Technologies like cloud and Generative AI (GenAI) have fundamentally altered how organizations everywhere operate in a remarkably short time. Today, approximately 90% of Fortune 500 companies offer digital products or services in some form, doing things like improving the customer experience, increasing enterprise agility, accelerating product time to market, or sparking new innovation.
In short, these platforms have democratized innovation. Instead of just being an operational necessity, software is now a major catalyst for growth in virtually every industry – or can be, if properly harnessed.
But for companies to fully capitalize on this opportunity, they need to build their own tailored products and solutions. Using the IP and data generated through their daily operations, organizations can create unique offerings that not only differentiate them from competitors but also deliver significant value in markets that are increasingly hungry for innovation.
An unprecedented opportunity to build innovative products with IP and data
Software engineering of course is not new, and organizations have been building digital products for decades. But the advent of hyperscale platforms and the acceleration of artificial intelligence (AI) and GenAI present an entirely new kind of opportunity. The lower cost of development and expanded capabilities of the hyperscale platforms have reignited the “build versus buy” discussion. Companies can now build highly tailored solutions – developed from their own IP and data – that are accessible, impactful, scalable, and offer real market differentiation. And, importantly, these solutions cannot be purchased off the shelf.
Often the C-suite thinks of software engineering as an exclusively technical matter for IT teams, with challenges and concerns that are separate from business. But with the new emphasis on building tailored solutions, thanks to lower cost of development and expanded capabilities of the hyperscale platforms, software engineering has become a business opportunity, one with tremendous potential upside. The reason for this can be found in the unique IP and data that virtually every organization generates.
Whether it’s an insurance company working with actuarial tables or a manufacturer reviewing safety records, most organizations have unique internal IP and data naturally generated from the process of doing business.
The hyperscale platforms mean that data and IP can be used to create truly distinctive offerings – whether it’s in customer experience, security, or something else – while reducing long-term costs and mitigating market risk. AI and GenAI also make it possible to scale these offerings faster than ever before, potentially speeding up ROI.
The challenge is that too few companies know how to capture this data and IP, understand its full business value, and turn it into a product or solution that truly differentiates them in the market.
Why most organizations need a collaborator to seize this opportunity
The challenge isn’t merely technical – though the process can be complicated technologically. There’s also a business dimension. To do this right, organizations need a deep understanding of where very specific markets are headed, how their internal data and IP can be used to solve real problems outside the organization, and how technology and business overlap and intersect in both large and small ways.
It requires a marriage of business and tech thinking, of engineering acumen and strategic insight. In short, it means rethinking the purpose of software engineering and understanding how to turn data and IP into a product. Market differentiation, after all, is a business issue, not an IT one.
This is why a strategic collaborator is so critical but companies are often not built to facilitate this kind of approach, and few understand how to develop digital products along this kind of lifecycle. In most organizations, technical people report to IT, and each line of business has its own chain of command. So surfacing, leveraging, and productizing an organization’s unique data and IP in a way that generates real insight, which is where game-changing value lies, usually requires people with experience across practices and disciplines.
To both recognize the value of this data and IP, and to put it to best use will often mean engaging outside specialists with both a technical mindset and a deeply informed view of where business is going.
What building your own solutions looks like in practice
Take the example of a major global provider of renewable energy, with a customer base of over 35 million.
As people become aware of how their energy usage impacts the environment, more want the ability to monitor it in their homes. To help homeowners do this, the energy company created a smart assistant. Combining a cloud platform with machine learning technology, the smart assistant lets people control electrical devices in their homes, provides real-time insights into energy usage, and helps manage consumption to minimize energy coming from non-renewable sources – all through a user-friendly interface.
Using a cloud provider and the company’s own internal data to unearth unique customer insights, a team from Deloitte’s engineering practice was able to help design the offering, identify key risks, and build a product for homeowners.
The resulting solution is good for customers, the environment, and generates long-term value for the company. And it could not have been created without the combination of cloud computing, the company’s internal data and IP, and Deloitte Engineering’s collaboration.
Supercharging your capacity for innovation
The IP and data generated in the course of daily business now present a tremendous opportunity for every organization to spark new ideas and create value. Advances in the capabilities of hyperscale technology companies means that organizations can build innovative digital products and create true competitive differentiation in the market.
But fully realizing this potential requires more than just technical capability, it demands both software engineering and strategic insight. To make the most of the opportunity, organizations need to collaborate with experienced software engineers. By combining hyperscale platforms, data and IP, and the deep business and technical insight of a collaborator, organizations can unlock new value, drive market differentiation, and create unique solutions that are innovative, scalable, and impactful.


Which lines of the records below contain the word "productCan"? Copy each of them out.

Data records:
== Segment start ==

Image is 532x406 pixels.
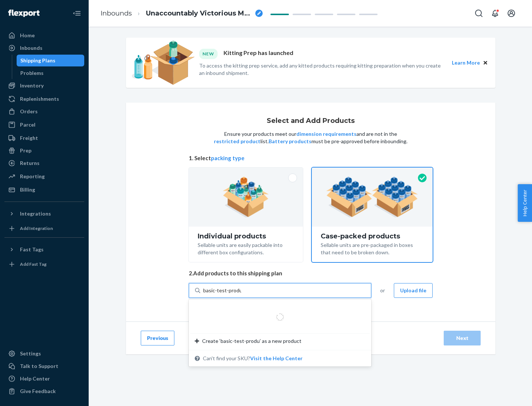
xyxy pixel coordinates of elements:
[20,210,51,217] div: Integrations
[488,6,503,21] button: Open notifications
[189,270,433,278] span: 2. Add products to this shipping plan
[321,233,424,240] div: Case-packed products
[472,6,487,21] button: Open Search Box
[5,106,84,118] a: Orders
[5,42,84,54] a: Inbounds
[211,154,244,162] button: packing type
[5,244,84,256] button: Fast Tags
[20,225,53,232] div: Add Integration
[267,118,355,125] h1: Select and Add Products
[250,355,302,362] button: Create ‘basic-test-produ’ as a new productCan't find your SKU?
[20,246,44,253] div: Fast Tags
[20,57,56,64] div: Shipping Plans
[452,58,480,67] button: Learn More
[5,30,84,41] a: Home
[20,69,44,77] div: Problems
[5,80,84,92] a: Inventory
[380,287,385,294] span: or
[5,184,84,196] a: Billing
[5,171,84,182] a: Reporting
[5,385,84,397] button: Give Feedback
[327,177,418,217] img: case-pack.59cecea509d18c883b923b81aeac6d0b.png
[296,130,356,138] button: dimension requirements
[518,184,532,222] button: Help Center
[20,159,40,167] div: Returns
[20,261,46,267] div: Add Fast Tag
[69,6,84,21] button: Close Navigation
[20,44,42,52] div: Inbounds
[20,173,45,180] div: Reporting
[20,147,32,154] div: Prep
[504,6,519,21] button: Open account menu
[146,9,253,18] span: Unaccountably Victorious Mayfly
[100,9,132,17] a: Inbounds
[17,67,84,79] a: Problems
[5,119,84,131] a: Parcel
[321,240,424,256] div: Sellable units are pre-packaged in boxes that need to be broken down.
[199,62,445,77] p: To access the kitting prep service, add any kitted products requiring kitting preparation when yo...
[95,3,269,25] ol: breadcrumbs
[394,283,433,298] button: Upload file
[269,138,312,145] button: Battery products
[5,348,84,360] a: Settings
[224,49,293,58] p: Kitting Prep has launched
[20,186,35,193] div: Billing
[5,145,84,157] a: Prep
[202,338,302,345] span: Create ‘basic-test-produ’ as a new product
[203,287,242,294] input: Create ‘basic-test-produ’ as a new productCan't find your SKU?Visit the Help Center
[17,54,84,67] a: Shipping Plans
[189,154,433,162] span: 1. Select
[20,350,41,357] div: Settings
[213,130,409,145] p: Ensure your products meet our and are not in the list. must be pre-approved before inbounding.
[20,362,59,370] div: Talk to Support
[5,157,84,169] a: Returns
[5,222,84,235] a: Add Integration
[20,375,50,382] div: Help Center
[198,233,294,240] div: Individual products
[444,331,481,346] button: Next
[20,108,38,115] div: Orders
[5,373,84,385] a: Help Center
[481,58,490,67] button: Close
[20,134,38,142] div: Freight
[141,331,174,346] button: Previous
[203,355,302,362] span: Can't find your SKU?
[5,208,84,220] button: Integrations
[20,388,56,395] div: Give Feedback
[450,334,475,342] div: Next
[214,138,261,145] button: restricted product
[5,361,84,372] a: Talk to Support
[20,121,36,128] div: Parcel
[223,177,269,217] img: individual-pack.facf35554cb0f1810c75b2bd6df2d64e.png
[199,49,218,58] div: NEW
[20,82,44,89] div: Inventory
[198,240,294,256] div: Sellable units are easily packable into different box configurations.
[5,259,84,270] a: Add Fast Tag
[5,93,84,105] a: Replenishments
[20,95,59,103] div: Replenishments
[8,10,40,17] img: Flexport logo
[5,132,84,144] a: Freight
[20,32,35,39] div: Home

== Segment end ==

ANSWER FOR THE TASK
[250,355,302,362] button: Create ‘basic-test-produ’ as a new productCan't find your SKU?
[203,287,242,294] input: Create ‘basic-test-produ’ as a new productCan't find your SKU?Visit the Help Center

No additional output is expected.